The elephant in the room: Sabah

Initially, we could not make heads or tails over media reports that around 300 armed men from the Philippines had landed in Sabah. In fact, it took a number of days before we realized that the men were calling attention anew to the “elephant in the room” in the precarious bilateral relations between Malaysia and the Philippines.

When I discussed the Sabah issue in a conference in Kuala Lumpur last December presided over by former Malaysian Prime Minister Abdullah Badawi, a Malaysian career diplomat turned red and assailed me for resurrecting what he claims to be “a long-settled issue.” According to this Malaysian diplomat, he was present when the dictator Ferdinand E. Marcos unequivocally declared in 1977 that the Philippines “had abandoned its claim to Sabah.” Arturo Tolentino, then minister of foreign affairs, allegedly reiterated this position.

It was not a surprise then that in the 1990s, Malaysia vehemently objected to the Philippines’ attempt to intervene in a case with the International Court of Justice (ICJ) on the issue of conflicting claims to territory on Pulau Sipadan and Pulau Ligitan between Malaysia and Indonesia. There, the counsel for Malaysia, Sir Elihu Lauterpacht, my own mentor in international law, argued that while we claim a legal interest in some of the primary documents to be presented in the case to prove our title to Sabah, the reality is that there is no pending Philippine claim to Sabah, citing anew the Marcos and Tolentino declarations.

The Sabah issue would hence be relegated to the back of our consciousness. In the words of a senior Filipino diplomat, the Sabah claim “remains unsettled but had been relegated to the back burner given the importance of our bilateral relationship with Malaysia.” The latter has, after all, taken on the sensitive role of facilitator in the ongoing peace talks in Mindanao. Ironically, the same Filipino diplomat deplored Malaysia’s role in the peace talks, saying it is not a disinterested party precisely because of the unresolved Sabah claim. Many believe that the claim to Sabah, together with the notorious 1968 Jabidah massacre, or the killing of soldiers who were then being trained in Corregidor for a planned military invasion of Sabah, has prompted Malaysia to stoke the embers of the insurgency groups in Mindanao. Some have even claimed that even recently, Malaysian submarines were utilized to deliver arms to armed insurgents in Mindanao.

There is not much dispute on what the Sabah claim is other than for one word: “pajak.” It is undisputed, for instance, that the Sultanate of Brunei ceded a big chunk of Sabah to the Sultanate of Sulu as a token of its gratitude for the latter’s role in quelling an armed rebellion in Brunei.  It is also undisputed that in 1878, the Kiram family of Sulu, with Gustavo von de Overbeck of the British North Borneo Co., entered into a contract for pajak. English and, later, Malaysian authorities would construe pajak as a contract of “sale.” The Philippines maintains it is one of “lease.”

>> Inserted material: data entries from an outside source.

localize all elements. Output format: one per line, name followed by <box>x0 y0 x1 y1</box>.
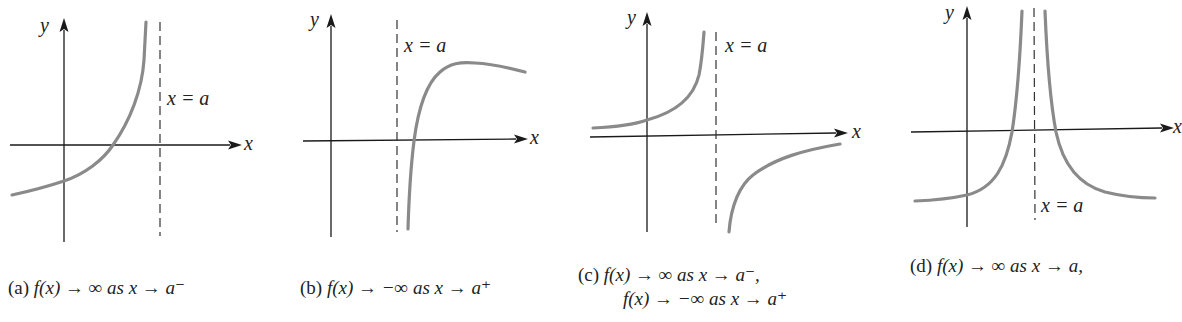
function-curve-left-branch <box>915 11 1022 201</box>
panel-c: y x x = a (c) f(x) → ∞ as x → a⁻, f(x) →… <box>575 0 880 322</box>
vertical-asymptote <box>1034 8 1035 220</box>
y-axis-label: y <box>627 7 636 27</box>
x-axis-arrow-icon <box>514 135 528 144</box>
function-curve <box>12 22 146 195</box>
panel-b: y x x = a (b) f(x) → −∞ as x → a⁺ <box>290 0 575 322</box>
caption-prefix: (b) <box>300 277 322 298</box>
x-axis-arrow-icon <box>834 129 848 138</box>
caption-line2: f(x) → −∞ as x → a⁺ <box>623 287 787 311</box>
caption-text: f(x) → ∞ as x → a⁻ <box>34 277 185 298</box>
x-axis <box>590 133 836 137</box>
y-axis-label: y <box>945 2 954 22</box>
caption: (d) f(x) → ∞ as x → a, <box>910 254 1083 278</box>
caption-text-line1: f(x) → ∞ as x → a⁻, <box>604 264 760 285</box>
x-axis <box>911 128 1162 132</box>
x-axis-arrow-icon <box>228 141 242 150</box>
y-axis-label: y <box>40 15 49 35</box>
y-axis-arrow-icon <box>60 18 69 32</box>
asymptote-label: x = a <box>1041 195 1083 215</box>
y-axis-arrow-icon <box>327 14 336 28</box>
y-axis-arrow-icon <box>963 6 972 20</box>
x-axis-arrow-icon <box>1160 124 1174 133</box>
x-axis-label: x <box>1173 116 1182 136</box>
caption-text: f(x) → −∞ as x → a⁺ <box>327 277 491 298</box>
function-curve <box>408 63 525 229</box>
graph-a <box>0 0 290 322</box>
caption-prefix: (c) <box>578 264 599 285</box>
y-axis-arrow-icon <box>643 12 652 26</box>
function-curve-right-branch <box>1045 11 1155 198</box>
x-axis-label: x <box>244 133 253 153</box>
x-axis-label: x <box>530 127 539 147</box>
function-curve-right-branch <box>729 144 840 232</box>
caption: (b) f(x) → −∞ as x → a⁺ <box>300 276 491 300</box>
panel-d: y x x = a (d) f(x) → ∞ as x → a, <box>880 0 1180 322</box>
function-curve-left-branch <box>593 32 704 128</box>
caption-text: f(x) → ∞ as x → a, <box>937 255 1083 276</box>
asymptote-label: x = a <box>167 88 209 108</box>
caption: (c) f(x) → ∞ as x → a⁻, <box>578 263 760 287</box>
x-axis-label: x <box>852 121 861 141</box>
caption-text-line2: f(x) → −∞ as x → a⁺ <box>623 288 787 309</box>
caption-prefix: (a) <box>8 277 29 298</box>
panel-a: y x x = a (a) f(x) → ∞ as x → a⁻ <box>0 0 290 322</box>
caption: (a) f(x) → ∞ as x → a⁻ <box>8 276 185 300</box>
x-axis <box>303 139 516 141</box>
caption-prefix: (d) <box>910 255 932 276</box>
y-axis-label: y <box>310 9 319 29</box>
asymptote-label: x = a <box>404 35 446 55</box>
asymptote-label: x = a <box>725 35 767 55</box>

It is also undisputed that “estoppel” is a recognized mode of losing title to territory. This was the ruling of the ICJ in the “Temple case of Preah Villar,” then being disputed between Cambodia and Thailand. The ICJ ruled that because Thailand signed a 1933 map indicating the temple to be in Cambodian territory, Thailand was estopped from claiming title to the temple.

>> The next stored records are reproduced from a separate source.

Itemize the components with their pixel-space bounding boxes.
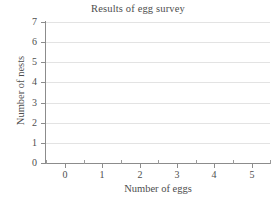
x-tick-minor-1-2 bbox=[121, 160, 122, 164]
plot-area bbox=[46, 22, 270, 163]
x-tick-minor-left-edge bbox=[46, 160, 47, 164]
y-tick-0 bbox=[41, 163, 45, 164]
x-axis-title: Number of eggs bbox=[46, 183, 270, 194]
chart-title: Results of egg survey bbox=[0, 3, 276, 14]
gridline-y6 bbox=[46, 42, 270, 43]
y-tick-1 bbox=[41, 143, 45, 144]
x-tick-1 bbox=[102, 164, 103, 168]
gridline-y2 bbox=[46, 123, 270, 124]
y-axis-title: Number of nests bbox=[15, 16, 26, 166]
x-tick-0 bbox=[65, 164, 66, 168]
y-tick-4 bbox=[41, 82, 45, 83]
y-tick-7 bbox=[41, 22, 45, 23]
x-tick-label-0: 0 bbox=[57, 169, 73, 180]
x-tick-label-4: 4 bbox=[206, 169, 222, 180]
y-tick-6 bbox=[41, 42, 45, 43]
y-tick-2 bbox=[41, 123, 45, 124]
gridline-y7 bbox=[46, 22, 270, 23]
egg-survey-chart: Results of egg survey 7 6 5 4 3 2 1 0 0 … bbox=[0, 0, 276, 204]
x-tick-5 bbox=[252, 164, 253, 168]
x-tick-label-3: 3 bbox=[169, 169, 185, 180]
gridline-y5 bbox=[46, 62, 270, 63]
x-tick-2 bbox=[140, 164, 141, 168]
y-tick-5 bbox=[41, 62, 45, 63]
gridline-y1 bbox=[46, 143, 270, 144]
x-tick-4 bbox=[214, 164, 215, 168]
x-tick-label-1: 1 bbox=[94, 169, 110, 180]
x-tick-minor-0-1 bbox=[84, 160, 85, 164]
y-tick-3 bbox=[41, 103, 45, 104]
x-tick-minor-2-3 bbox=[158, 160, 159, 164]
x-tick-label-2: 2 bbox=[132, 169, 148, 180]
gridline-y4 bbox=[46, 82, 270, 83]
x-tick-3 bbox=[177, 164, 178, 168]
x-tick-label-5: 5 bbox=[244, 169, 260, 180]
gridline-y3 bbox=[46, 103, 270, 104]
x-tick-minor-3-4 bbox=[196, 160, 197, 164]
x-tick-minor-right-edge bbox=[270, 160, 271, 164]
y-axis-spine bbox=[45, 21, 46, 164]
x-tick-minor-4-5 bbox=[233, 160, 234, 164]
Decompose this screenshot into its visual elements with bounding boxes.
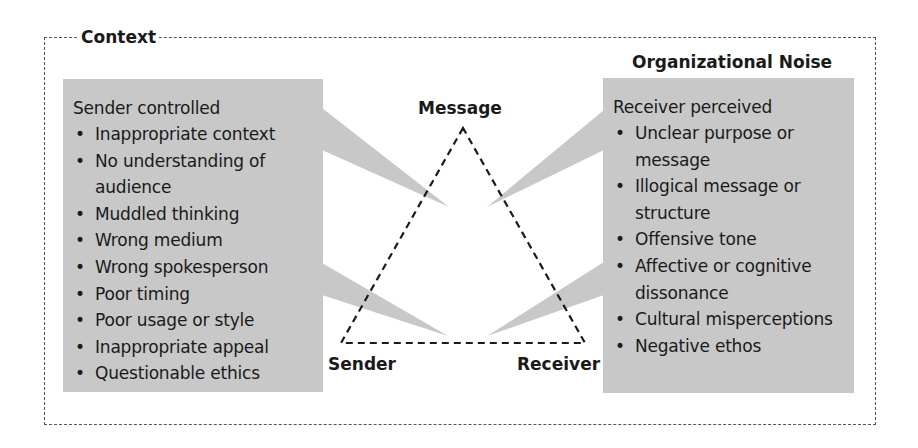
communication-triangle [0, 0, 918, 448]
message-label: Message [418, 98, 502, 118]
receiver-label: Receiver [517, 354, 600, 374]
sender-label: Sender [328, 354, 396, 374]
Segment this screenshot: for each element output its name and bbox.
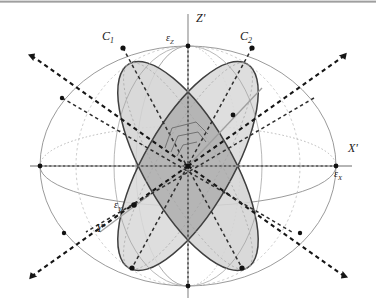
node-eps-y bbox=[131, 202, 137, 208]
indicatrix-diagram bbox=[0, 0, 376, 303]
circular-section-c1-label: C1 bbox=[102, 30, 114, 45]
eps-z-label: εZ bbox=[166, 33, 174, 46]
eps-y-label: εY bbox=[114, 200, 122, 213]
node-c2-lower bbox=[239, 265, 244, 270]
figure-canvas: Z' εZ X' εX εY Y' C1 C2 bbox=[0, 0, 376, 303]
node-c1-lower bbox=[129, 265, 134, 270]
node-rim-nw bbox=[60, 96, 64, 100]
node-x-left bbox=[38, 164, 43, 169]
axis-z-label: Z' bbox=[196, 12, 205, 24]
node-rim-sw bbox=[62, 231, 66, 235]
eps-x-label: εX bbox=[334, 169, 342, 182]
node-center bbox=[185, 163, 190, 168]
circular-section-c2-label: C2 bbox=[240, 30, 252, 45]
node-eps-z bbox=[186, 44, 191, 49]
node-c1 bbox=[120, 45, 125, 50]
node-rim-se bbox=[298, 231, 302, 235]
axis-y-label: Y' bbox=[96, 222, 105, 234]
node-rim-ne bbox=[231, 113, 236, 118]
node-z-bottom bbox=[186, 284, 191, 289]
node-c2 bbox=[249, 45, 254, 50]
axis-x-label: X' bbox=[348, 142, 358, 154]
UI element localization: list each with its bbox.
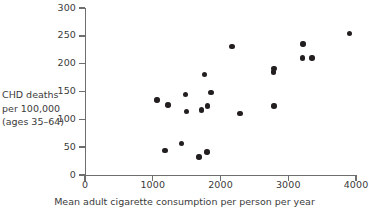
data-point xyxy=(237,111,242,116)
data-point xyxy=(347,31,352,36)
data-point xyxy=(162,148,167,153)
data-point xyxy=(300,55,305,60)
data-point xyxy=(300,41,305,46)
data-point xyxy=(204,149,209,154)
data-point xyxy=(165,102,170,107)
data-point xyxy=(205,103,210,108)
data-point xyxy=(208,90,213,95)
data-point xyxy=(154,97,159,102)
plot-area xyxy=(0,0,369,214)
data-point xyxy=(271,103,276,108)
data-point xyxy=(271,69,276,74)
data-point xyxy=(179,141,184,146)
data-point xyxy=(199,107,204,112)
data-point xyxy=(184,109,189,114)
x-axis-label: Mean adult cigarette consumption per per… xyxy=(0,196,369,207)
data-point xyxy=(309,55,314,60)
data-point xyxy=(196,154,201,159)
data-point xyxy=(183,92,188,97)
data-point xyxy=(202,72,207,77)
scatter-chart: CHD deaths per 100,000 (ages 35–64) 0501… xyxy=(0,0,369,214)
data-point xyxy=(229,44,234,49)
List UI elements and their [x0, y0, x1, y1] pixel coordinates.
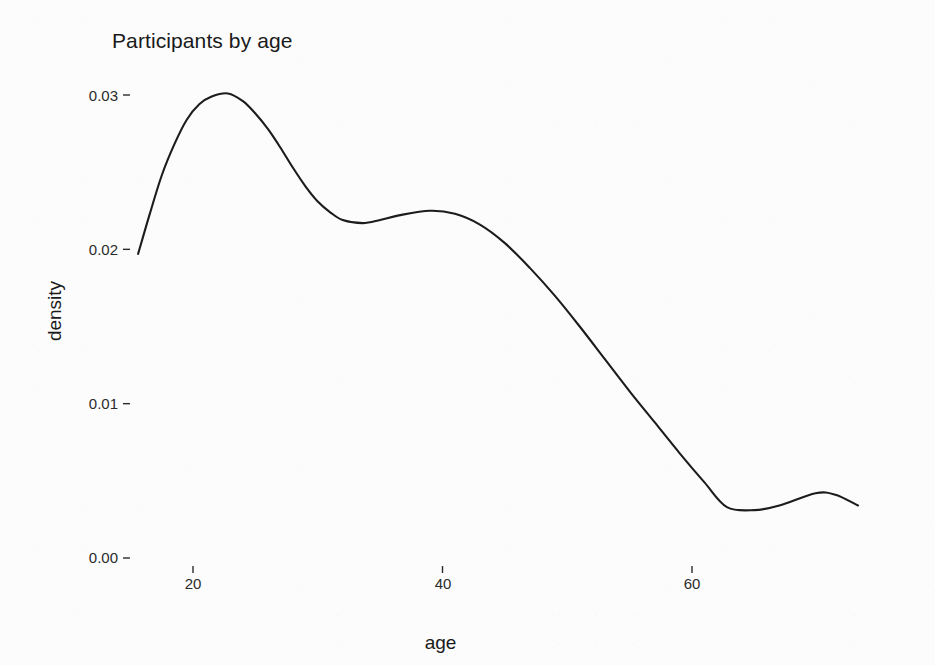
density-curve	[138, 93, 858, 510]
plot-canvas	[0, 0, 935, 665]
tick-marks	[123, 95, 692, 573]
density-plot-figure: Participants by age 0.03 0.02 0.01 0.00 …	[0, 0, 935, 665]
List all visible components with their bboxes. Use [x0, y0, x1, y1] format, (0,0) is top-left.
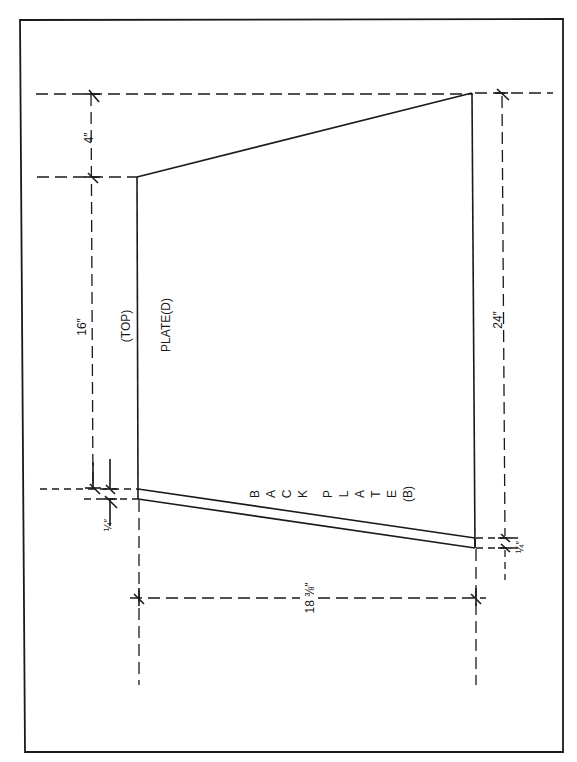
dim-label-24in: 24″ [491, 310, 505, 328]
extension-lines-right [475, 93, 553, 548]
back-plate-letter: P [321, 490, 335, 498]
dimension-line-left [84, 90, 101, 494]
dim-label-16in: 16″ [75, 317, 89, 335]
dimension-line-left-small [103, 459, 117, 526]
back-plate-letter: E [385, 490, 399, 498]
technical-drawing: 4″ 16″ ¼″ (TOP) PLATE(D) 24″ ¼″ 18 ⅜″ B … [0, 0, 577, 762]
back-plate-letter: K [296, 490, 310, 498]
back-plate-letter: (B) [401, 486, 415, 502]
dimension-line-right [495, 89, 512, 580]
back-plate-letter: L [337, 490, 351, 497]
back-plate-letter: B [248, 490, 262, 498]
dim-label-18-3-8in: 18 ⅜″ [303, 582, 317, 614]
frame-border [20, 19, 563, 752]
label-back-plate-b: B A C K P L A T E (B) [248, 486, 415, 502]
plate-d-outline [137, 93, 475, 548]
back-plate-letter: C [280, 489, 294, 498]
extension-lines-left [36, 94, 472, 499]
back-plate-letter: T [369, 490, 383, 498]
dim-label-quarter-left: ¼″ [103, 519, 114, 531]
back-plate-letter: A [353, 490, 367, 498]
label-top: (TOP) [119, 310, 133, 342]
dim-label-quarter-right: ¼″ [515, 541, 526, 553]
back-plate-letter: A [264, 490, 278, 498]
label-plate-d: PLATE(D) [159, 298, 173, 352]
dim-label-4in: 4″ [82, 132, 96, 144]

Our dilemma now is while the Malaysians insist that we are estopped from asserting a claim to Sabah because of the Marcos and Tolentino declarations, what happens to the rights of the Sultanate of Sulu? Malaysia itself admits the execution and authenticity of this contract entered into by the Sultanate of Sulu with Overbeck as in fact; it used the same as its basis of title over Sabah in the case decided upon by the ICJ. The issue now is: What exactly is this contract of pajak and what should be done now that its rightful owners want Sabah back?

In any case, even the Malaysians themselves have questioned whether the Marcos and Tolentino declarations will suffice to extinguish our claim to Sabah. They have demanded that in addition to the declarations, the renunciation should be done through a constitutional amendment. The rationale for this is that Sabah is included in the definition of our national territory in both the 1935 and the 1987 Constitutions. The proceedings of both Constitutions will show that the intent of the drafters was to include Sabah as part of “territory over which the Philippines has sovereignty or jurisdiction.”

The arrival of the armed men in Sabah sends the message that the Sultanate of Sulu wants its property back. This would mean that while we may not assert a superior claim to the territory during the pendency of the Sabah lease, our nationals, claiming to be its owners, now want their property back.

It is incumbent on President Aquino’s administration to espouse the claims of the sultanate. Certainly,  Article 1 of the 1987 Constitution on the National Territory mandates this.

Harry Roque is the director of the UP Law Center’s Institute of International Legal Studies.